Half the drafts started as AI-assisted outlines then hand-edited. Needs to ensure each delivery reads under 30 on AI detection. TextSight wins. Detection on every draft, AI rewriter for the ones that still flag, all in one subscription at $14.99 a month on annual Pro. Quillbot's detector is not accurate enough on edited content to bet a delivery on, and the Fluency paraphraser does not reduce AI scores enough to skip the dedicated AI rewriter step.
Editorial guideline: AI score under 25 before client delivery. The agency runs both tools in tandem. TextSight on every submission for the detection pass, sentence-level highlights guiding the edit, AI rewriter on flagged drafts. Quillbot in the editorial polish stage for grammar fixes and reading-level adjustments on the drafts that pass detection.

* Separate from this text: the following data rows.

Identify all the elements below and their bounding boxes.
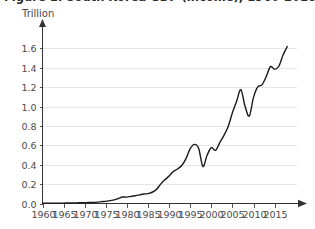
chart-figure: Figure 1: South Korea GDP (income), 1960… [0,0,315,229]
y-axis-tick-label: 1.0 [21,102,36,113]
x-axis-tick-label: 2005 [220,209,244,220]
x-axis-tick-label: 2015 [263,209,287,220]
x-axis-arrow-icon [298,200,307,207]
gdp-series-line [43,46,288,203]
y-axis-tick-label: 1.2 [21,82,36,93]
y-axis-arrow-icon [39,19,46,27]
y-axis-tick-label: 0.8 [21,121,36,132]
gridlines [43,49,298,185]
y-axis-tick-label: 1.6 [21,43,36,54]
line-chart-plot: 0.00.20.40.60.81.01.21.41.6 196019651970… [0,0,315,229]
y-axis-tick-label: 1.4 [21,63,36,74]
y-axis-tick-labels: 0.00.20.40.60.81.01.21.41.6 [21,43,36,210]
y-axis-tick-label: 0.2 [21,179,36,190]
y-axis-tick-label: 0.6 [21,140,36,151]
x-axis-tick-labels: 1960196519701975198019851990199520002005… [31,209,287,220]
x-axis-tick-marks [44,204,276,208]
y-axis-tick-label: 0.4 [21,160,36,171]
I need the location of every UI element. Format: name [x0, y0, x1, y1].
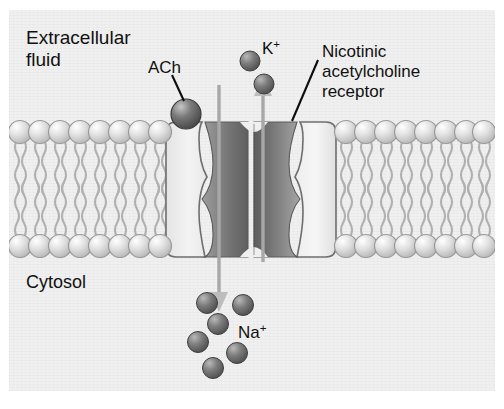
label-sodium-ion: Na+	[238, 322, 266, 343]
label-potassium-charge: +	[273, 38, 280, 50]
label-cytosol: Cytosol	[26, 272, 86, 293]
label-receptor: Nicotinic acetylcholine receptor	[322, 42, 420, 102]
lower-leaflet-tails	[15, 182, 490, 237]
label-potassium-ion: K+	[262, 38, 280, 59]
acetylcholine-molecule	[171, 99, 201, 129]
ach-leader-line	[172, 75, 184, 101]
label-potassium-symbol: K	[262, 39, 273, 58]
label-sodium-charge: +	[260, 322, 267, 334]
upper-leaflet-tails	[15, 140, 490, 195]
label-extracellular-fluid: Extracellular fluid	[26, 27, 131, 72]
label-sodium-symbol: Na	[238, 323, 260, 342]
nicotinic-acetylcholine-receptor	[166, 122, 336, 257]
receptor-leader-line	[292, 60, 318, 121]
label-ach: ACh	[148, 58, 181, 78]
figure-canvas: Extracellular fluid ACh K+ Nicotinic ace…	[0, 0, 504, 409]
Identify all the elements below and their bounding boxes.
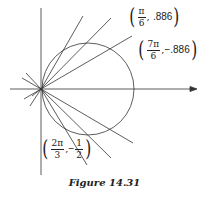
left-paren: ( bbox=[129, 6, 135, 28]
angle-fraction: π 6 bbox=[138, 7, 146, 28]
right-paren: ) bbox=[85, 138, 91, 160]
figure-caption: Figure 14.31 bbox=[0, 177, 209, 188]
angle-fraction: 7π 6 bbox=[147, 40, 161, 61]
left-paren: ( bbox=[138, 39, 144, 61]
right-paren: ) bbox=[191, 39, 197, 61]
polar-graph bbox=[0, 0, 209, 199]
label-7pi-over-6: ( 7π 6 , −.886 ) bbox=[137, 39, 198, 61]
x-axis-arrow-icon bbox=[190, 87, 197, 92]
left-paren: ( bbox=[42, 138, 48, 160]
angle-fraction: 2π 3 bbox=[51, 139, 65, 160]
label-pi-over-6: ( π 6 , .886 ) bbox=[128, 6, 181, 28]
right-paren: ) bbox=[174, 6, 180, 28]
value-fraction: 1 2 bbox=[75, 139, 83, 160]
label-2pi-over-3: ( 2π 3 , − 1 2 ) bbox=[41, 138, 93, 160]
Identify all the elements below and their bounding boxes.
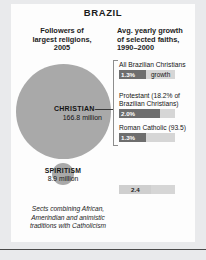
growth-bar-row: 1.3% growth bbox=[119, 70, 203, 79]
footnote-line2: Amerindian and animistic bbox=[16, 214, 120, 223]
growth-entry-label: Protestant (18.2% of Brazilian Christian… bbox=[119, 92, 203, 108]
footnote-line3: traditions with Catholicism bbox=[16, 222, 120, 231]
footnote-spiritism: Sects combining African, Amerindian and … bbox=[16, 205, 120, 231]
bubble-christian-value: 166.8 million bbox=[28, 113, 102, 122]
bottom-divider bbox=[0, 249, 206, 250]
bubble-spiritism-value: 8.9 million bbox=[17, 175, 109, 183]
growth-entry-label-line1: Protestant (18.2% of bbox=[119, 92, 203, 100]
growth-bar-row: 1.3% bbox=[119, 133, 203, 142]
column-header-growth: Avg. yearly growth of selected faiths, 1… bbox=[117, 27, 201, 53]
growth-entry-roman-catholic: Roman Catholic (93.5) 1.3% bbox=[119, 124, 203, 142]
leader-line-christian bbox=[100, 109, 114, 110]
growth-entry-label-line2: Brazilian Christians) bbox=[119, 100, 203, 108]
infographic-brazil-religions: BRAZIL Followers of largest religions, 2… bbox=[0, 0, 206, 260]
growth-entry-label: All Brazilian Christians bbox=[119, 61, 203, 69]
column-header-growth-line3: 1990–2000 bbox=[117, 44, 201, 53]
footnote-line1: Sects combining African, bbox=[16, 205, 120, 214]
bubble-christian-name: CHRISTIAN— bbox=[28, 104, 102, 113]
bubble-christian-label: CHRISTIAN— 166.8 million bbox=[28, 104, 102, 122]
grouping-bracket bbox=[113, 60, 118, 146]
bubble-spiritism-name: SPIRITISM bbox=[17, 167, 109, 175]
bubble-spiritism-label: SPIRITISM 8.9 million bbox=[17, 167, 109, 184]
growth-bar-value: 2.0% bbox=[121, 109, 135, 118]
growth-entry-label: Roman Catholic (93.5) bbox=[119, 124, 203, 132]
page-title: BRAZIL bbox=[0, 7, 206, 18]
growth-entry-all-brazilian-christians: All Brazilian Christians 1.3% growth bbox=[119, 61, 203, 79]
growth-bar-value: 2.4 bbox=[131, 185, 140, 194]
column-header-followers-line3: 2005 bbox=[22, 44, 102, 53]
growth-entry-spiritism: 2.4 bbox=[119, 185, 203, 194]
growth-bar-value: 1.3% bbox=[121, 70, 135, 79]
column-header-followers: Followers of largest religions, 2005 bbox=[22, 27, 102, 53]
growth-bar-value: 1.3% bbox=[121, 133, 135, 142]
growth-bar-note: growth bbox=[151, 70, 170, 79]
growth-bar-row: 2.0% bbox=[119, 109, 203, 118]
growth-bar-row: 2.4 bbox=[119, 185, 203, 194]
growth-entry-protestant: Protestant (18.2% of Brazilian Christian… bbox=[119, 92, 203, 118]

Combined cost is roughly $25 to $35 a month per editor and saves more than that in returned-draft cycles.
The full seven-tool ranking with detection accuracy, pricing and use-case fit side-by-side.
See the ranking →The classroom-detector head-to-head. ESL, perplexity and bundled AI rewriter compared.
Read the compare →How the TextSight AI rewriter differs from a paraphraser, mode by mode, with sample scores.
Read the guide →Full tier breakdown for Free, Starter, Pro and Business. Annual billing saves 25%.
See pricing →Start with TextSight's free tier. No card, no signup, no commitment. Your first scan in about six seconds.